:: EXERCISE AIM ::
Every entry should be duplicated verbatim, and no picture may appear in the copy.
*** Opening of RECORDS PROVIDED ***
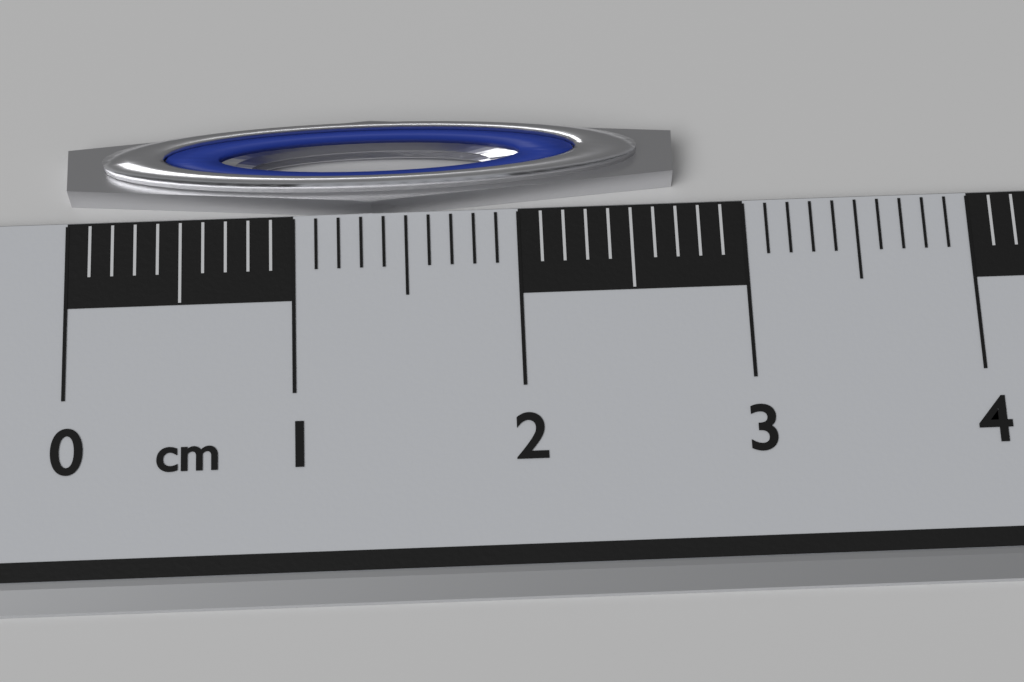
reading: 2.7 cm
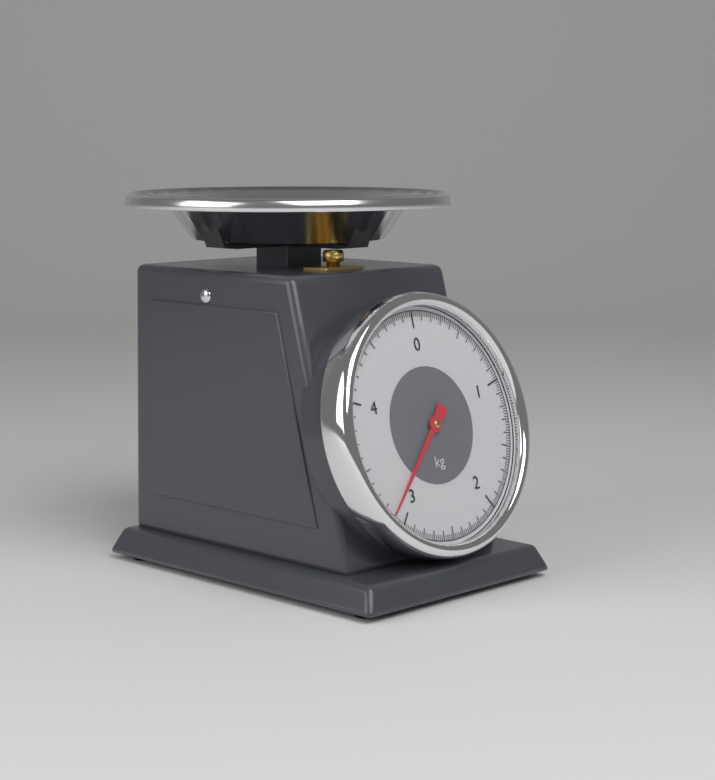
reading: 3.12 kg
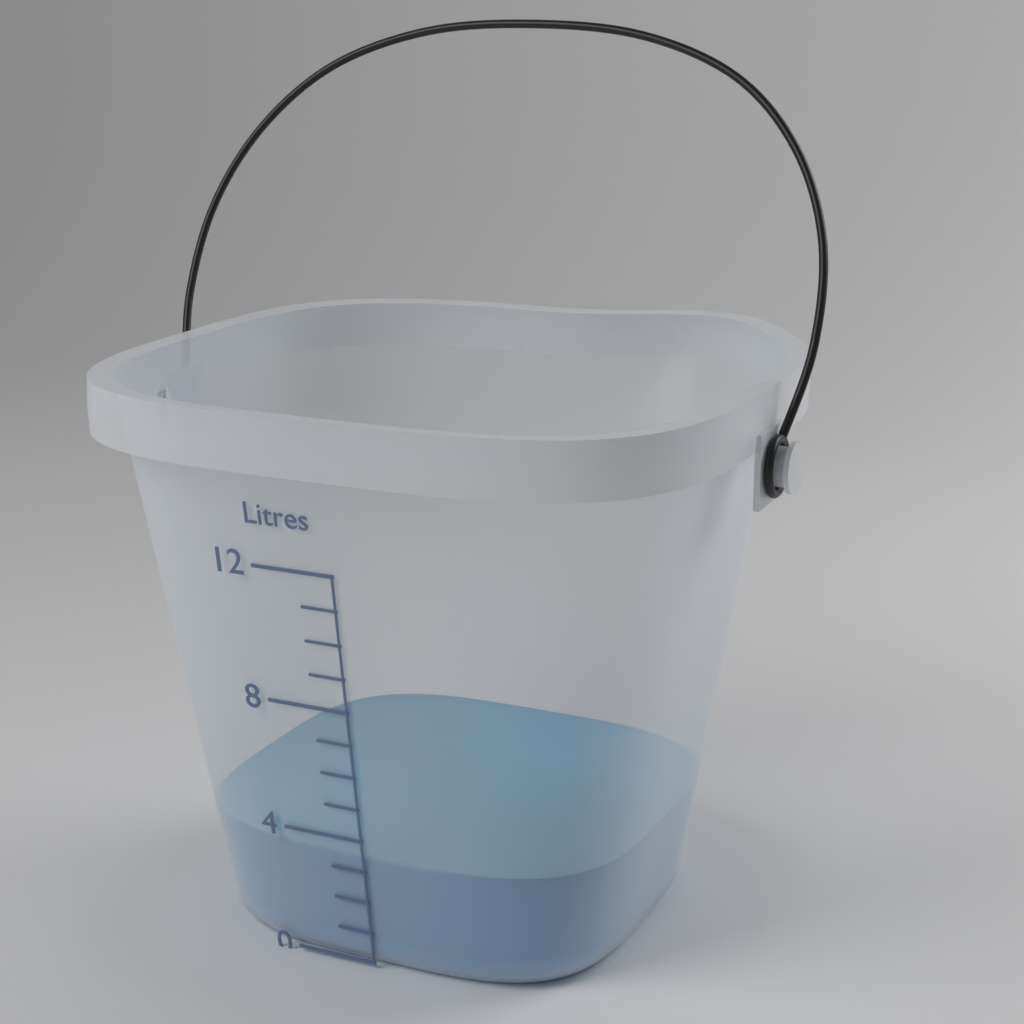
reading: 3.5 Litres
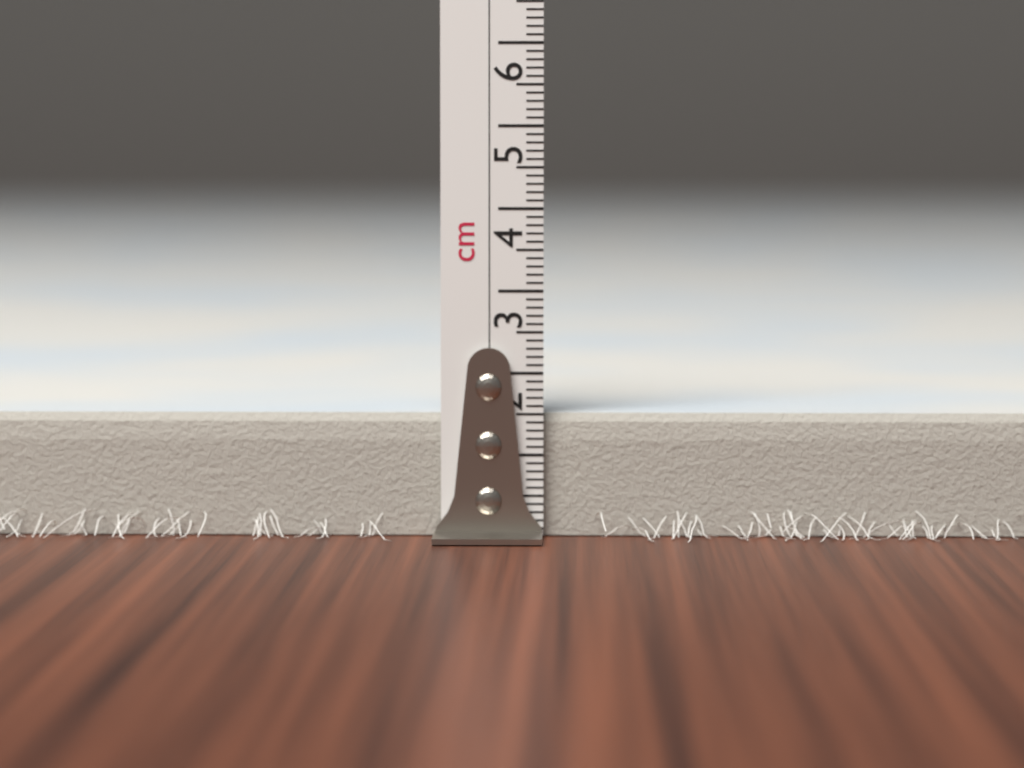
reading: 1.5 cm
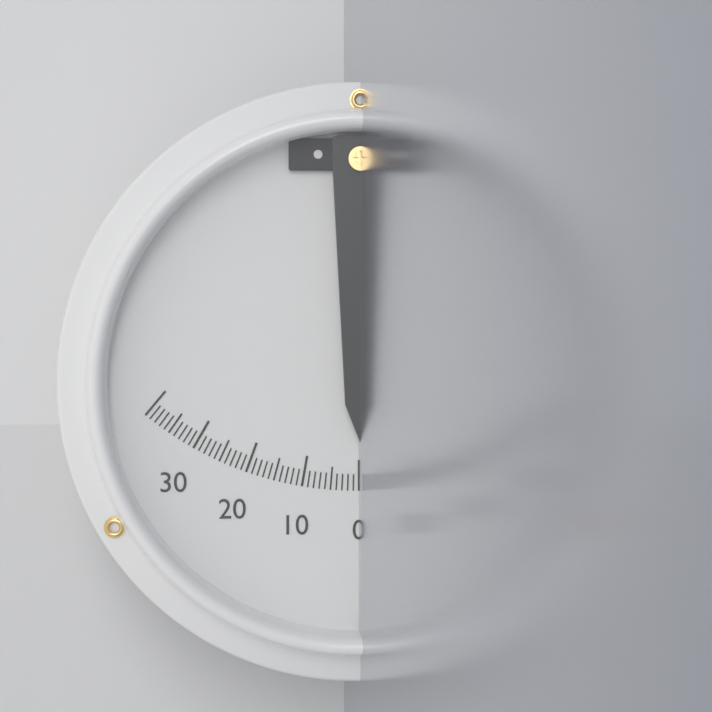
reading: 3 (no unit)
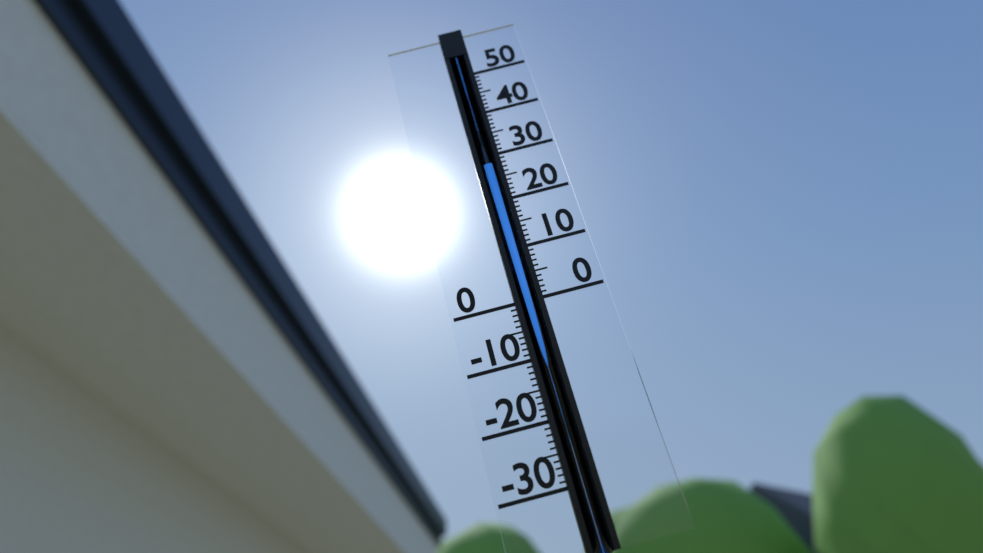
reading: 28 (no unit)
*** Close of RECORDS PROVIDED ***
:: RESULT FOR THIS TASK ::
reading: 2.7 cm
reading: 3.12 kg
reading: 3.5 Litres
reading: 1.5 cm
reading: 3 (no unit)
reading: 28 (no unit)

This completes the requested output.